Indeed, after presenting their maps to the CPRA in the spring of 2017, a wetland scientist expressed interest in developing a new drone-based method for marsh creation monitoring and incorporate it into their traditional monitoring campaigns this fall.

“That kind of response and validation says that the project was a success,” Broussard said. “And it was a significant test-case success for JESCO too, which hadn’t been focused on vegetation mapping previously. It’s given us the opportunity to take on more of this work.”

New business takes flight

That new business, in fact, began only a few months after completing the Terrebonne Parish project, when survey company C.H. Fenstermaker tasked JESCO to survey and classify a wetlands mitigation bank at the Rockefeller Wildlife Refuge (RWR), a 71,500-acre wildlife and fisheries refuge in southwestern Louisiana.

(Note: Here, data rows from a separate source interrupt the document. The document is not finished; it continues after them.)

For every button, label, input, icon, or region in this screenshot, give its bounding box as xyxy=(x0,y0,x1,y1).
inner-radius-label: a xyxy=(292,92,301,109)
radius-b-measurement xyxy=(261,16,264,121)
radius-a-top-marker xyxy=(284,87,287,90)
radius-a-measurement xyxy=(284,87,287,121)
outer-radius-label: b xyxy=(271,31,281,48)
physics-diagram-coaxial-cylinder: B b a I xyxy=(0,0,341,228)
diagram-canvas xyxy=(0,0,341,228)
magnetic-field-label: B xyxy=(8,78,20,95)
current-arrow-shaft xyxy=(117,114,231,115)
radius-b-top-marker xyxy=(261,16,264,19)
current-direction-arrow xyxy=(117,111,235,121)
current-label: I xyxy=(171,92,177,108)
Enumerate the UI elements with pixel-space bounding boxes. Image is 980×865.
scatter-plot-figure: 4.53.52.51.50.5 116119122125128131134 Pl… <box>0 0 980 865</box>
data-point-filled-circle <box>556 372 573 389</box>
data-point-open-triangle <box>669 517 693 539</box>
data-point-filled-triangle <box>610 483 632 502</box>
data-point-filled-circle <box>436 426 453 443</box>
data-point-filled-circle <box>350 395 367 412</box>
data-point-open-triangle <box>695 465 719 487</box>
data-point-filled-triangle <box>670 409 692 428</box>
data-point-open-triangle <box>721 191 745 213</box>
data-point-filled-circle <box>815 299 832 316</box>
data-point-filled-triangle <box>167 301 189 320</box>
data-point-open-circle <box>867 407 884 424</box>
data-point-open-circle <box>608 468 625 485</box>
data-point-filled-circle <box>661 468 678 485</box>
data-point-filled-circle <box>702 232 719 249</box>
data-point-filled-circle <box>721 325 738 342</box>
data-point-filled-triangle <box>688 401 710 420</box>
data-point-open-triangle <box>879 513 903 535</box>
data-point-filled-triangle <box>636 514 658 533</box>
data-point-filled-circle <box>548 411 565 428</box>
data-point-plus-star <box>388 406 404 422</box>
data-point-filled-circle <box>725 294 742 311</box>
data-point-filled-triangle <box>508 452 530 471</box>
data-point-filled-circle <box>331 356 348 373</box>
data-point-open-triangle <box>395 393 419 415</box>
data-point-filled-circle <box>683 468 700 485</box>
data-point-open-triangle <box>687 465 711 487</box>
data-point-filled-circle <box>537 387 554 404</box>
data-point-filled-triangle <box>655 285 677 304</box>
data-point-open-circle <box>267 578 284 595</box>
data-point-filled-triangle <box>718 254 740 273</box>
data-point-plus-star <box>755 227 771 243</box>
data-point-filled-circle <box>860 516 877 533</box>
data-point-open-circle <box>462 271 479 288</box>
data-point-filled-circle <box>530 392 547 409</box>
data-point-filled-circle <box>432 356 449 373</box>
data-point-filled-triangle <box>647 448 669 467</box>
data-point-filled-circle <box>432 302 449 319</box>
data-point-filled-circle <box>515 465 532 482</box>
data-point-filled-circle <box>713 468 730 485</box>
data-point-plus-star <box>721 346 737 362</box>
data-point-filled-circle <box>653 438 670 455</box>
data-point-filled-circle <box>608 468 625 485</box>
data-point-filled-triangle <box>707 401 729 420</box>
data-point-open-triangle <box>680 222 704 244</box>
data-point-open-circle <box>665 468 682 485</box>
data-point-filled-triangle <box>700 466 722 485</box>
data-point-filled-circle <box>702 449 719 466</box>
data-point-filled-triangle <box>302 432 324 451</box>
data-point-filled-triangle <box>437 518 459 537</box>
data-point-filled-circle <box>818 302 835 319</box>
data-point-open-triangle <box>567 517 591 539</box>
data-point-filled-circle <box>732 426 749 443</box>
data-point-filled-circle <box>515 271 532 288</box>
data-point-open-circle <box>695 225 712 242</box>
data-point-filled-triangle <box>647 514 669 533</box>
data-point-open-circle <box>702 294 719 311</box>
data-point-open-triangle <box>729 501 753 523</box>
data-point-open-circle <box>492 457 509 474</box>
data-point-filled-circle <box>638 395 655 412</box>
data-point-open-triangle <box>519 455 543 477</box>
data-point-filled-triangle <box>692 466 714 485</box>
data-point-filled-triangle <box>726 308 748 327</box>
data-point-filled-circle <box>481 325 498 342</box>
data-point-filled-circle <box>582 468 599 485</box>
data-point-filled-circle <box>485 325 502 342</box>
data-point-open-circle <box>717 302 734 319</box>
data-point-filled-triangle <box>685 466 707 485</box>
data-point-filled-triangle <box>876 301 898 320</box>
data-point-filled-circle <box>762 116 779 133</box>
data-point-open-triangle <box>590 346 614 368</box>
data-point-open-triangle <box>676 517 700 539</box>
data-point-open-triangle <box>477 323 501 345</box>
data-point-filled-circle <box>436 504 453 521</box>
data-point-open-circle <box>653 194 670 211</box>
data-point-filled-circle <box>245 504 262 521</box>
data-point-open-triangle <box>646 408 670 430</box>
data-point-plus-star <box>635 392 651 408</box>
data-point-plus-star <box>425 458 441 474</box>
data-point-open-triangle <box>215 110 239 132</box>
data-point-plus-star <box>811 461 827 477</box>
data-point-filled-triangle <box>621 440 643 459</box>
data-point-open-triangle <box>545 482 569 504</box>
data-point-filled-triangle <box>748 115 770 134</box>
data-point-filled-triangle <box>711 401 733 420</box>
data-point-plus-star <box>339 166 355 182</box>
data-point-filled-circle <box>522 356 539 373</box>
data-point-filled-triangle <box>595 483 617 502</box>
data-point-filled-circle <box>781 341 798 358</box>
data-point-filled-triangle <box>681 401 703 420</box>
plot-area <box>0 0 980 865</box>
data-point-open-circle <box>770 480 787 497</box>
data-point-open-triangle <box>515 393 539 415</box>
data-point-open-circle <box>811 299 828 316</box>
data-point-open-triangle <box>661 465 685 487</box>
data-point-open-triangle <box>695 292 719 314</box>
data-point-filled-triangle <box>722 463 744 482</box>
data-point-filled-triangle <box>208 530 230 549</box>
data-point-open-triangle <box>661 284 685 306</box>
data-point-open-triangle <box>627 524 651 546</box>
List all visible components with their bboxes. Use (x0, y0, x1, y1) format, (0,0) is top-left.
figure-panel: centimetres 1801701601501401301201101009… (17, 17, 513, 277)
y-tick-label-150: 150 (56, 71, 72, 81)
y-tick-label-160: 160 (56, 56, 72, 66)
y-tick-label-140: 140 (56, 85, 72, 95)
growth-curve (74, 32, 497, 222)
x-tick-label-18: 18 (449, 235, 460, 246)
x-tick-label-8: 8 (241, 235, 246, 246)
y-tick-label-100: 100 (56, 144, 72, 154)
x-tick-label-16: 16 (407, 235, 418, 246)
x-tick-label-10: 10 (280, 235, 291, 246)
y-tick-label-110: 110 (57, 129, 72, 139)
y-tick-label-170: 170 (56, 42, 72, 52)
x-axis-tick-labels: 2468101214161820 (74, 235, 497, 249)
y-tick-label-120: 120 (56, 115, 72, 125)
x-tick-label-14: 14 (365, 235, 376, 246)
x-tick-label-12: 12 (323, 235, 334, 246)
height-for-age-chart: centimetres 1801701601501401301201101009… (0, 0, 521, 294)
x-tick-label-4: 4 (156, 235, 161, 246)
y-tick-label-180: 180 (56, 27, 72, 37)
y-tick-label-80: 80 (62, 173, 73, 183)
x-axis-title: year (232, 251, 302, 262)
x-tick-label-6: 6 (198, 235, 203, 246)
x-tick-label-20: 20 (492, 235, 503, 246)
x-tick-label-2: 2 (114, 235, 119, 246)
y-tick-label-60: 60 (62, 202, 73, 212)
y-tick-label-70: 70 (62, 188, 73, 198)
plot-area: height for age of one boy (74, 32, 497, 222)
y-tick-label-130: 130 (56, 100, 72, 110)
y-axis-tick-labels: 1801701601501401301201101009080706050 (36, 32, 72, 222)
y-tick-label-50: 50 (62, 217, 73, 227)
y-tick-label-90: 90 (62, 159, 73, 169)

In an effort to offset ecological losses from infrastructure improvements, the RWR developed a 107-acre wetlands mitigation bank and in 2010 and 2012 planted a variety of wetland grasses across the site. The refuge first surveyed the area in 2016 using airboats and visual inspections to determine the vegetation species present and their coverages within a 2-meter by 2-meter piece of PVC on the ground.

Based on that initial survey, scientists were concerned that repeated measurements of the vegetation with this methodology could be harmful to the wetlands health; airboat trails can lead to permanent damage. The RWR wanted a more non-invasive and accurate approach. In November 2017, Broussard went to the RWR to fly and map the mitigation bank’s vegetation.

Working in tandem with Fenstermaker surveyor Ricardo Johnson, they established eight GCPs, setting them at 300- to 600-meter intervals and using a Trimble R7 base station and R6-4 rover RTK GNSS receiver to record their positions.

They flew four UX5 flights — two RGB missions and two NIR — using the same Sony sensors. Given the size and location of the site, Broussard could control and monitor each 30-minute flight from one location. In total, the UX5 collected 4,899 images with a 2.5-cm GSD. Each dataset was used to produce a DSM and an orthomosaic for input into eCognition.

Having created a “master” rule set from the CRMS project, Broussard only needed to slightly modify the rule set to accommodate the different vegetation classes. In less than two hours, eCognition had delineated the land/water boundaries and then classified four objects: Grass (Spartina sp), Reed (Phragmites australis), Shrub/Scrub, and Impervious.

“One of the key elements that made it possible to distinguish this particular vegetation  was the DSM, which you only get with the drone data,” Broussard said. “Having the elevation values allowed me to differentiate the species, particularly the Phragmites australis and the shrub, which are really challenging because they have similar textures and NIR reflectance.”

Although Broussard is currently analyzing RWR’s 2016 survey report to evaluate the accuracy of the classification, the response to the OBIA-based vegetation map from refuge managers has been incredibly positive.

“A detailed, OBIA-based vegetation map gives managers a meaningful measurement of their wetlands environment,” Broussard said. “It also provides a highly accurate map of their wetland acreage — rather than just an estimation — which they can use in their required reporting to authorities.”

Based on the early successes of this new operational application, Broussard sees a bright future for UAS and OBIA technology.

“Combining these technologies opens up tremendous possibilities for monitoring changes on the ground. Coastal environments will still be challenging and dynamic. But with this integrated approach, we can not only replicate and supplement traditional monitoring methodologies, we can produce precise vegetation and land cover maps at scales and speeds that we couldn’t ever imagine or do as a human.”

If Broussard’s vision proves correct, he may experience more exhilarating fieldwork.


Mary Jo Wagner is a freelance writer, editor, and media consultant based in Vancouver, B.C.